The first section of the novel functions to give the character background of Antoinette's family before she meets Mr. Rochester. A defining feature of this background is the outcast place that white Creole's fill in West Indian society following the emancipation of the slaves. In the essay "Modernist Crosscurrents" the author Mary Emery mentions a line in one of Rhys' novels which has been used in collections of West Caribbean literature, the narrator in Good Morning, Midnight states, "I have no pride - no name, no face, no country. I don't belong anywhere" (qtd Emery 167). This lack of face and country is caused by the nature of the West Indies, being a society where the natives were decimated which was repopulated by European immigrants and African slaves. As such, these nations represented a full fledged fusion of African traditions and Europe laws and technology creating a brand new society. As Emery describes the situation, "Rhys' novels portray an absence rather than loss of identity and the homelessness of one who never had a home" (Emery 167). These quotations perfectly describe the situation of Antoinette, who grew up as a hated but powerful minority in a land still controlled by the English but primarily populated with former slaves.

The violent expulsion of the Cosways from their ancestral plantation is shown early in the novel as a traumatic event which marks the symbolic end of the Cosway family. Antoinette wakes up at night to find a mob of black West Indians outside of her family home yelling out the phrase "white nigger" and proceeding to set the house on fire. The trauma of this event is describe in detail, especially the death of her younger brother, "there was another smell, of burned hair, and I looked and my mother was in the room carrying Pierre...I thought, Pierre is dead. He looked dead" (Rhys 23). It is Mr. Mason's decision that it would be safe to stay in Coulibri, leading to the death of Pierre which ultimately led his wife to hate him. Antoinette tries to explain to Mr. Rochester the sheer cruelty which caused her mother to go insane, including the poisoning of her horse (79). Like her daughter, Mrs. Mason does not know what to do when expelled from her home which was previously a sort of island paradise.

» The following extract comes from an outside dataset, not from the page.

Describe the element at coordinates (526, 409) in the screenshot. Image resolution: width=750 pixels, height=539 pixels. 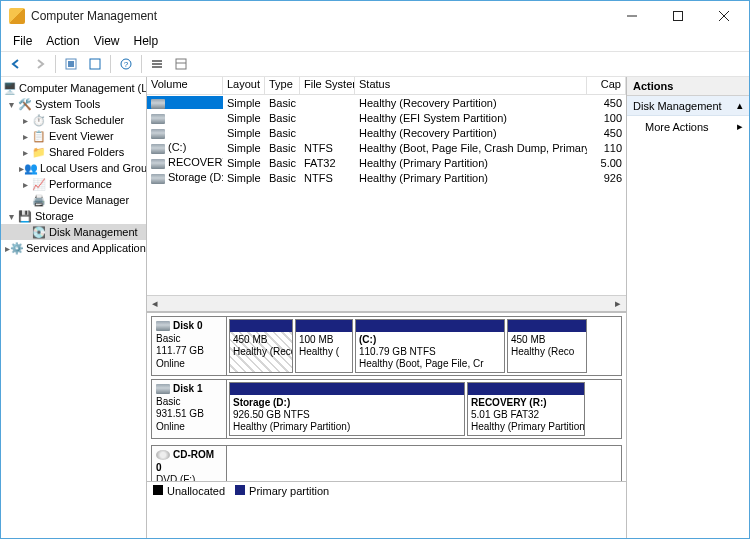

The worst part of the trauma for Antoinette, apart from losing her home, is the realization that she will never be accepted in West Indian society. During the riot outside of her home Antoinette sees her best friend Tia, and imagines, "I will live with Tia and I will be like her" (27). As she is thinking this Tia throws a stone at her face, which causes her a serious injury. After waking up from this traumatic injury Antoinette is homeless literally and figuratively, with her house having been burnt down and herself being violently rejected by West Indian society.

European colonizers have recently been looked at as historical victimizers. In reality, many colonizers began poor and went to the New World seeking a fortune. By the time of decolonization, many of these families had been in the far reaches of European empires for generations, and many (such as Antoinette or Rhys before moving to England) had never been to Europe. Like Afro-Caribs, Creoles did not have a home besides the West Indies; unlike Afro-Caribs, society following decolonization was not a society which Creoles were welcome in. Instead, colonists in areas which were not primarily white ultimately fled their homelands and spent the rest of their lives in exile. Unfortunately for these exiles, there are not many places like the West Indies.

Emery, Mary L. "Modernist Crosscurrents." Wide Sargasso Sea. By Jean Rhys, Judith L.

Raiskin, and Charlotte Brontë. New York: W.W. Norton, 1999. 161-73. Print.
Rhys, Jean, Judith L. Raiskin, and Charlotte Brontë. Wide Sargasso Sea. New York: W.W. Norton, 1999. Print.